I buy it with good intentions, but good intentions don’t preserve lettuce. It usually dies in my refrigerator crisper.
For years I ate a salad every day. Every. Day. Trust me, if you do that—or eat anything every day (except maybe chocolate, cheese, and bread)—you’ll get bored.
I ate salad because I told myself it was good for me, and physically speaking, it is good when you consider salad from its basic nutritional level (sans all the stuff that make it tasty, like croutons and ranch dressing, or if you’re in western Pennsylvania, French fries).
I also ate a salad every day because I told myself that if I didn’t, I would gain a whole bunch of weight and show the world what an impulsive, undisciplined person I was.
Because of other people. Yeah…that’s a reason to eat salad every day.
What is real and what is true are often different things, and I’ve learned over the years (thanks in large part to Buddhist teacher and psychologist Tara Brach) that undergirding what I believe to be real is usually fear, which is not easy to admit, let alone deal with. In the case of eating salad every day, what was true had nothing to do with outward appearances and everything to do with my fear of losing control of my body.
Here’s another example, something I experienced and wrote about in my personal journal prior to my hip replacement a few years ago:
“I woke up this morning feeling deeply sad and frustrated. I’d had a terrible dream, and it took me a few minutes after I woke up to realize it wasn’t real. Yet it set the tone for the morning.
“After breakfast, I put laundry in the wash, loaded dishes in the dishwasher, and started vacuuming. My left hip kept threatening to toss me on the floor with every step. When I needed to change attachments to vacuum the bathroom floor, I couldn’t disconnect one of the hoses. I tried, failed, and cursed a few times before I threw myself against the wall and cried. I thought I was crying because I couldn’t change the hose and because my hip hurt, but they were just catalysts. In and of themselves, hip pain and vacuum attachment failures wouldn’t make me cry. Make me angry, yes. But I also felt empty, and as I cried, I felt an even larger emptiness rise up; an indescribable loneliness.
“I took a deep breath and did a brief inquiry, and I figured out that I was crying because I couldn’t stop thinking about how last night, I witnessed a tender moment between an adult daughter and her mother. A simple thing, really. The daughter and mother were talking and laughing with each other in that way parents and children do when they truly like each other and enjoy each other’s company. I realized that what was true and causing the tears was not the hip pain and the vacuum snafu. That stuff was real. What was true was I miss my daughters and was frustrated that I don’t live closer to them, and I was sad that I don’t and will never have that same kind of intimacy with my own mother.”
Parsing that was hard, but it taught me a valuable lesson about my fear of facing tough truths.
Individually and collectively, when we cling to and act on what we think is real, but is not true—whether it’s our political, religious, or medical beliefs, or opinions of others based on their race, sexual orientation, or gender identification—it’s because of fear. What’s true is that it’s not possible to hate or disregard someone who doesn’t pray or look like you, or to take advantage of or purposely hurt someone, unless you’re afraid of losing something.
Imagine if those in power investigated their fears, and then acted within the scope of what is true instead of what they believe is real. The fear of losing money, influence, and control are at the forefront of many of their decisions and actions, and the damage it’s causing is going to take years to undo.
This doesn’t mean as individuals we are impotent. We have greater influence than we realize. Because our personal concerns and belief systems mingle and coalesce with the world, they affect the world in many ways, large and small. When we take personal inventory and contemplate what we think is real, and discover if it merely supports an ideology born of fear or if it’s actually true, we can act from a place of understanding and change our world.
Namaste, my friends. May we all be free from suffering.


# [DESCRIPTION OF THE TASK]
From the entries, filter out every line that lacks "OCMprocesses" and copy the rest.
===== EXERCISE MATERIALS =====
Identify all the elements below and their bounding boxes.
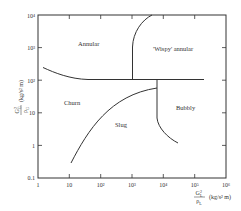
y-tick-label: 10⁴ <box>27 13 35 19</box>
slug-bubbly-boundary <box>157 80 178 144</box>
region-label-annular: Annular <box>78 40 100 47</box>
x-tick-label: 10⁶ <box>222 182 230 188</box>
svg-text:ρL: ρL <box>196 198 202 206</box>
annular-churn-boundary <box>43 68 204 80</box>
annular-wispy-boundary <box>133 15 153 80</box>
region-label-churn: Churn <box>64 99 81 106</box>
x-tick-label: 10 <box>66 182 72 188</box>
y-tick-label: 0.1 <box>28 175 36 181</box>
svg-text:(kg/s² m): (kg/s² m) <box>18 80 25 102</box>
regime-boundaries <box>43 15 204 163</box>
region-label-bubbly: Bubbly <box>176 104 196 111</box>
y-tick-label: 10² <box>27 78 35 84</box>
y-axis-label: GG2 ρG (kg/s² m) <box>13 80 30 115</box>
region-label-wispy-annular: 'Wispy' annular <box>153 45 194 52</box>
x-tick-label: 1 <box>37 182 40 188</box>
plot-frame <box>38 15 226 178</box>
x-axis-label: GL2 ρL (kg/s² m) <box>194 189 231 206</box>
x-tick-label: 10³ <box>128 182 136 188</box>
svg-text:(kg/s² m): (kg/s² m) <box>209 194 231 201</box>
svg-text:GL2: GL2 <box>196 189 203 198</box>
region-label-slug: Slug <box>115 121 128 128</box>
flow-regime-chart: 1 10 10² 10³ 10⁴ 10⁵ 10⁶ 0.1 1 10 10² 10… <box>0 0 241 211</box>
y-tick-label: 1 <box>32 143 35 149</box>
churn-slug-boundary <box>71 88 157 163</box>
x-tick-label: 10⁵ <box>191 182 199 188</box>
y-tick-label: 10 <box>29 110 35 116</box>
x-tick-label: 10² <box>97 182 105 188</box>
y-tick-label: 10³ <box>27 45 35 51</box>
svg-text:GG2: GG2 <box>13 106 22 113</box>
x-tick-label: 10⁴ <box>159 182 167 188</box>
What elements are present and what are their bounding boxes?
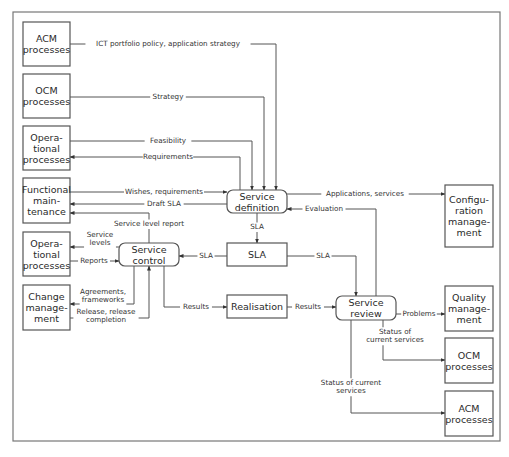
node-label: SLA bbox=[248, 249, 267, 260]
edge-label: Evaluation bbox=[305, 204, 343, 213]
node-acm-left: ACMprocesses bbox=[23, 22, 70, 66]
node-label: ACM bbox=[36, 33, 57, 44]
edge-results-to-review: Results bbox=[287, 302, 336, 312]
edge-label: Reports bbox=[80, 256, 108, 265]
node-label: Change bbox=[28, 291, 65, 302]
node-service-definition: Servicedefinition bbox=[227, 190, 287, 213]
node-label: tional bbox=[33, 143, 60, 154]
connector-line bbox=[164, 266, 227, 307]
node-label: tenance bbox=[27, 206, 66, 217]
node-sla: SLA bbox=[227, 243, 287, 266]
edge-label: Draft SLA bbox=[147, 199, 181, 208]
edge-label: SLA bbox=[199, 251, 213, 260]
edge-label: Strategy bbox=[153, 92, 185, 101]
edge-reports: Reports bbox=[70, 256, 119, 266]
edge-label: Service level report bbox=[114, 219, 184, 228]
node-label: processes bbox=[445, 414, 492, 425]
edge-applications-services: Applications, services bbox=[287, 189, 445, 199]
node-label: OCM bbox=[458, 350, 480, 361]
node-label: definition bbox=[235, 202, 280, 213]
node-ocm-left: OCMprocesses bbox=[23, 74, 70, 118]
connector-line bbox=[70, 141, 252, 190]
node-label: tional bbox=[33, 249, 60, 260]
edge-sla-to-control: SLA bbox=[179, 251, 227, 261]
edges-layer: ICT portfolio policy, application strate… bbox=[70, 39, 445, 413]
edge-sla-to-review: SLA bbox=[287, 251, 356, 296]
node-label: Opera- bbox=[30, 238, 63, 249]
node-label: processes bbox=[23, 154, 70, 165]
edge-label: Applications, services bbox=[326, 189, 404, 198]
edge-evaluation: Evaluation bbox=[287, 204, 376, 296]
node-label: control bbox=[133, 255, 166, 266]
edge-definition-to-sla: SLA bbox=[248, 213, 265, 243]
node-acm-right: ACMprocesses bbox=[445, 391, 493, 436]
edge-requirements: Requirements bbox=[70, 152, 240, 190]
node-label: processes bbox=[23, 96, 70, 107]
node-label: ration bbox=[455, 205, 483, 216]
edge-service-levels: Servicelevels bbox=[70, 230, 119, 249]
edge-label: ICT portfolio policy, application strate… bbox=[96, 39, 241, 48]
edge-draft-sla: Draft SLA bbox=[70, 199, 227, 209]
node-label: ment bbox=[457, 314, 482, 325]
edge-label: Problems bbox=[402, 309, 435, 318]
edge-label: levels bbox=[90, 238, 111, 247]
node-label: manage- bbox=[448, 303, 490, 314]
node-label: main- bbox=[33, 195, 60, 206]
node-label: manage- bbox=[448, 216, 490, 227]
node-label: Service bbox=[131, 244, 166, 255]
edge-feasibility: Feasibility bbox=[70, 136, 252, 190]
edge-label: Requirements bbox=[143, 152, 193, 161]
edge-label: completion bbox=[86, 315, 126, 324]
edge-label: services bbox=[336, 386, 366, 395]
edge-wishes-requirements: Wishes, requirements bbox=[70, 187, 227, 197]
node-label: Functional bbox=[22, 184, 71, 195]
edge-label: SLA bbox=[316, 251, 330, 260]
edge-label: current services bbox=[366, 335, 424, 344]
connector-line bbox=[287, 256, 356, 296]
node-label: Service bbox=[239, 191, 274, 202]
edge-label: Feasibility bbox=[150, 136, 187, 145]
node-service-review: Servicereview bbox=[336, 296, 396, 320]
node-label: processes bbox=[445, 361, 492, 372]
node-label: ACM bbox=[458, 403, 479, 414]
node-label: Realisation bbox=[231, 301, 283, 312]
node-label: manage- bbox=[25, 302, 67, 313]
edge-label: Results bbox=[295, 302, 321, 311]
edge-ict-portfolio-policy: ICT portfolio policy, application strate… bbox=[70, 39, 276, 190]
node-label: OCM bbox=[35, 85, 57, 96]
node-realisation: Realisation bbox=[227, 295, 287, 318]
service-level-management-diagram: ICT portfolio policy, application strate… bbox=[0, 0, 509, 457]
node-label: Configu- bbox=[449, 194, 489, 205]
connector-line bbox=[70, 44, 276, 190]
edge-status-to-ocm: Status ofcurrent services bbox=[362, 320, 445, 360]
node-functional-maintenance: Functionalmain-tenance bbox=[22, 178, 71, 223]
node-label: Service bbox=[348, 297, 383, 308]
node-operational-top: Opera-tionalprocesses bbox=[23, 126, 70, 170]
node-label: processes bbox=[23, 44, 70, 55]
node-label: processes bbox=[23, 260, 70, 271]
node-label: Quality bbox=[452, 292, 486, 303]
node-change-management: Changemanage-ment bbox=[23, 285, 70, 330]
node-label: Opera- bbox=[30, 132, 63, 143]
node-label: ment bbox=[34, 313, 59, 324]
node-quality-management: Qualitymanage-ment bbox=[445, 286, 493, 331]
edge-label: Results bbox=[183, 302, 209, 311]
edge-label: frameworks bbox=[82, 295, 125, 304]
node-configuration-management: Configu-rationmanage-ment bbox=[445, 185, 493, 247]
edge-problems: Problems bbox=[396, 309, 445, 319]
node-operational-bottom: Opera-tionalprocesses bbox=[23, 232, 70, 276]
node-label: ment bbox=[457, 227, 482, 238]
node-service-control: Servicecontrol bbox=[119, 243, 179, 266]
node-ocm-right: OCMprocesses bbox=[445, 338, 493, 383]
edge-agreements-frameworks: Agreements,frameworks bbox=[70, 266, 134, 305]
edge-results-to-realisation: Results bbox=[164, 266, 227, 312]
node-label: review bbox=[350, 308, 382, 319]
edge-label: Wishes, requirements bbox=[125, 187, 203, 196]
edge-label: SLA bbox=[250, 222, 264, 231]
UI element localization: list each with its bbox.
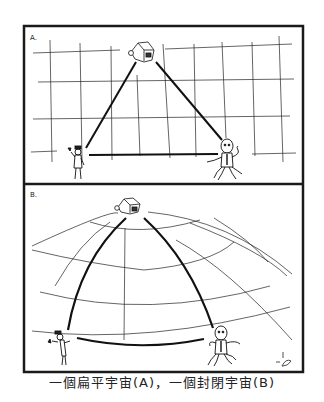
figure-caption: 一個扁平宇宙(A)，一個封閉宇宙(B)	[0, 372, 324, 394]
comic-illustration: A.	[0, 0, 324, 402]
curved-grid	[32, 212, 292, 340]
alien-figure-icon	[207, 139, 242, 180]
flat-grid	[31, 36, 296, 162]
human-figure-icon	[48, 331, 70, 365]
panel-a-label: A.	[30, 34, 37, 42]
comic-frame	[24, 26, 303, 372]
panel-b-label: B.	[30, 191, 37, 199]
spaceship-icon	[129, 42, 155, 62]
panel-a: A.	[30, 34, 296, 180]
artist-signature-icon	[276, 352, 291, 366]
alien-figure-icon	[208, 326, 240, 366]
spaceship-icon	[115, 198, 140, 214]
triangle-b	[68, 218, 213, 345]
panel-b: B.	[30, 191, 292, 366]
triangle-a	[86, 62, 222, 155]
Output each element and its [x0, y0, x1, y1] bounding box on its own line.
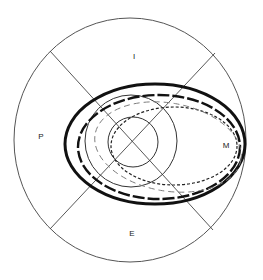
outer-boundary: [14, 18, 246, 262]
label-bottom: E: [129, 229, 134, 238]
short-dash-ellipse: [111, 107, 237, 185]
label-top: I: [133, 52, 135, 61]
medium-circle: [85, 95, 177, 187]
diagram-canvas: I P M E: [0, 0, 263, 280]
label-left: P: [38, 132, 43, 141]
label-right: M: [223, 141, 230, 150]
diagram-svg: I P M E: [0, 0, 263, 280]
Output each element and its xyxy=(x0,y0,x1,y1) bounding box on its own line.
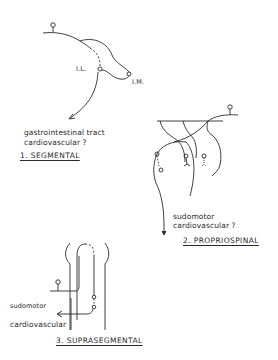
suprasegmental-output-line1: sudomotor xyxy=(10,302,46,311)
propriospinal-title: 2. PROPRIOSPINAL xyxy=(183,236,259,245)
arrow-head-icon xyxy=(162,231,166,235)
il-label: I.L. xyxy=(76,65,86,74)
im-neuron-icon xyxy=(127,72,131,76)
propriospinal-output-line2: cardiovascular ? xyxy=(173,221,236,230)
il-to-im-connection xyxy=(102,70,129,79)
im-label: I.M. xyxy=(132,78,144,87)
efferent-fiber xyxy=(70,72,98,118)
segmental-pathway xyxy=(43,23,131,119)
sensory-cell-body-icon xyxy=(228,105,232,109)
suprasegmental-pathway xyxy=(50,243,109,330)
loop-to-im xyxy=(80,39,129,72)
sensory-cell-body-icon xyxy=(56,280,60,284)
il-neuron-icon xyxy=(98,67,102,71)
segmental-output-line2: cardiovascular ? xyxy=(24,138,87,147)
dashed-collateral xyxy=(90,48,100,66)
segmental-output-line1: gastrointestinal tract xyxy=(24,128,105,137)
sensory-cell-body-icon xyxy=(51,23,55,27)
segmental-title: 1. SEGMENTAL xyxy=(20,151,80,160)
suprasegmental-output-line2: cardiovascular xyxy=(10,320,66,329)
suprasegmental-title: 3. SUPRASEGMENTAL xyxy=(56,336,143,345)
propriospinal-output-line1: sudomotor xyxy=(173,212,214,221)
dorsal-root-fiber xyxy=(208,115,238,121)
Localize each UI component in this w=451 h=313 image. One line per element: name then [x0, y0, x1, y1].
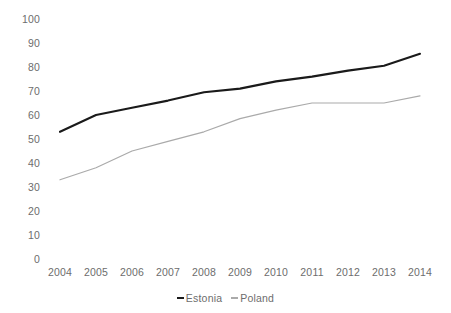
x-tick-label: 2011	[300, 266, 323, 278]
x-tick-label: 2004	[48, 266, 72, 278]
x-tick-label: 2012	[336, 266, 360, 278]
chart-legend: EstoniaPoland	[0, 292, 451, 304]
legend-label: Poland	[240, 292, 274, 304]
x-tick-label: 2009	[228, 266, 252, 278]
line-chart: 1009080706050403020100 20042005200620072…	[0, 0, 451, 313]
x-tick-label: 2005	[84, 266, 108, 278]
x-tick-label: 2014	[408, 266, 432, 278]
x-axis: 2004200520062007200820092010201120122013…	[0, 0, 451, 313]
x-tick-label: 2007	[156, 266, 180, 278]
legend-line-icon	[231, 297, 238, 299]
x-tick-label: 2008	[192, 266, 216, 278]
x-tick-label: 2013	[372, 266, 396, 278]
legend-line-icon	[177, 297, 184, 299]
legend-item-estonia[interactable]: Estonia	[177, 292, 222, 304]
legend-label: Estonia	[186, 292, 222, 304]
x-tick-label: 2010	[264, 266, 288, 278]
legend-item-poland[interactable]: Poland	[231, 292, 274, 304]
x-tick-label: 2006	[120, 266, 144, 278]
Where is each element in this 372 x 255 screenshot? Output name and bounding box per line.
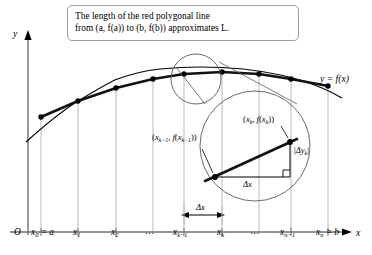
x-axis-label: x (356, 228, 360, 238)
callout-line-2: from (a, f(a)) to (b, f(b)) approximates… (75, 22, 292, 34)
y-axis-label: y (13, 29, 17, 39)
delta-y-label: |Δyk| (294, 146, 309, 155)
tick-label-ellipsis-left: … (145, 227, 156, 236)
tick-label-xk: xk (217, 228, 224, 237)
tick-label-xk-1: xk−1 (173, 228, 188, 237)
tick-label-xn: xn = b (316, 228, 339, 237)
tick-label-xn-1: xn−1 (280, 228, 295, 237)
magnifier-small-circle (171, 54, 221, 104)
callout-box: The length of the red polygonal line fro… (67, 5, 299, 41)
origin-label: O (14, 228, 21, 237)
tick-label-ellipsis-right: … (250, 227, 261, 236)
arc-length-figure: The length of the red polygonal line fro… (0, 0, 372, 255)
tick-label-x0: x0 = a (31, 228, 54, 237)
point-label-xk: (xk, f(xk)) (243, 115, 274, 124)
point-label-xk-1: (xk−1, f(xk−1)) (152, 133, 197, 142)
tick-label-x2: x2 (111, 228, 118, 237)
delta-x-axis-label: Δx (196, 203, 205, 212)
y-axis (24, 30, 31, 235)
tick-label-x1: x1 (73, 228, 80, 237)
delta-x-triangle-label: Δx (243, 180, 252, 189)
curve-label: y = f(x) (320, 74, 349, 84)
callout-line-1: The length of the red polygonal line (75, 10, 292, 22)
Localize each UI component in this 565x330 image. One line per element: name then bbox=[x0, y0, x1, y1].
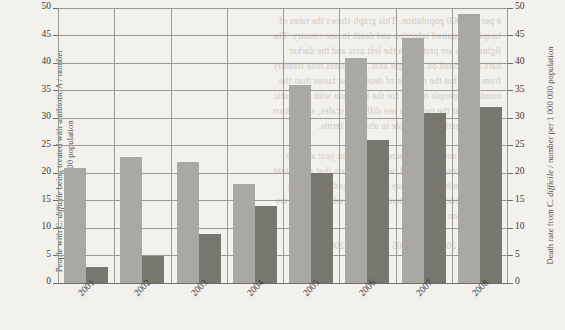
y-axis-title-right: Death rate from C. difficile / number pe… bbox=[545, 31, 556, 281]
bar bbox=[311, 173, 333, 283]
plot-area: 0055101015152020252530303535404045455050… bbox=[58, 8, 508, 283]
y-tick-label-right: 5 bbox=[515, 250, 520, 260]
y-tick-label-right: 10 bbox=[515, 222, 525, 232]
bar bbox=[480, 107, 502, 283]
bar bbox=[233, 184, 255, 283]
y-tick-label-left: 40 bbox=[42, 57, 52, 67]
y-tick-label-left: 45 bbox=[42, 30, 52, 40]
y-tick-label-right: 45 bbox=[515, 30, 525, 40]
y-tick-label-left: 10 bbox=[42, 222, 52, 232]
bar-group bbox=[396, 8, 452, 283]
y-tick-label-left: 50 bbox=[42, 2, 52, 12]
y-tick-label-left: 30 bbox=[42, 112, 52, 122]
y-tick-mark-right bbox=[508, 255, 513, 256]
y-tick-mark-right bbox=[508, 173, 513, 174]
bar bbox=[255, 206, 277, 283]
y-tick-label-left: 20 bbox=[42, 167, 52, 177]
y-tick-label-right: 25 bbox=[515, 140, 525, 150]
y-tick-mark-right bbox=[508, 145, 513, 146]
y-tick-label-right: 0 bbox=[515, 277, 520, 287]
bar-group bbox=[171, 8, 227, 283]
y-tick-label-right: 50 bbox=[515, 2, 525, 12]
bar-group bbox=[227, 8, 283, 283]
y-tick-label-right: 30 bbox=[515, 112, 525, 122]
bar-group bbox=[58, 8, 114, 283]
y-tick-label-right: 40 bbox=[515, 57, 525, 67]
y-tick-label-right: 35 bbox=[515, 85, 525, 95]
y-tick-mark-right bbox=[508, 200, 513, 201]
bar bbox=[458, 14, 480, 284]
bar bbox=[120, 157, 142, 284]
bar bbox=[289, 85, 311, 283]
y-tick-mark-right bbox=[508, 283, 513, 284]
bar bbox=[367, 140, 389, 283]
bar-group bbox=[114, 8, 170, 283]
bar bbox=[402, 38, 424, 283]
bar-group bbox=[339, 8, 395, 283]
y-tick-mark-right bbox=[508, 63, 513, 64]
y-tick-mark-right bbox=[508, 228, 513, 229]
y-tick-mark-right bbox=[508, 90, 513, 91]
y-tick-label-left: 25 bbox=[42, 140, 52, 150]
bar-group bbox=[283, 8, 339, 283]
y-tick-label-left: 35 bbox=[42, 85, 52, 95]
y-tick-mark-right bbox=[508, 8, 513, 9]
y-tick-label-left: 0 bbox=[46, 277, 51, 287]
y-tick-mark-right bbox=[508, 118, 513, 119]
y-tick-mark-right bbox=[508, 35, 513, 36]
y-tick-label-left: 5 bbox=[46, 250, 51, 260]
y-tick-label-right: 15 bbox=[515, 195, 525, 205]
bar bbox=[345, 58, 367, 284]
y-tick-label-left: 15 bbox=[42, 195, 52, 205]
y-tick-label-right: 20 bbox=[515, 167, 525, 177]
bar bbox=[64, 168, 86, 284]
bar bbox=[424, 113, 446, 284]
bar-group bbox=[452, 8, 508, 283]
bar bbox=[199, 234, 221, 284]
bar-chart: People with C. difficile being treated w… bbox=[0, 0, 565, 330]
bar bbox=[177, 162, 199, 283]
=====
# [EXPECTED ANSWER]
node-ocm-left: OCMprocesses bbox=[23, 74, 70, 118]
node-ocm-right: OCMprocesses bbox=[445, 338, 493, 383]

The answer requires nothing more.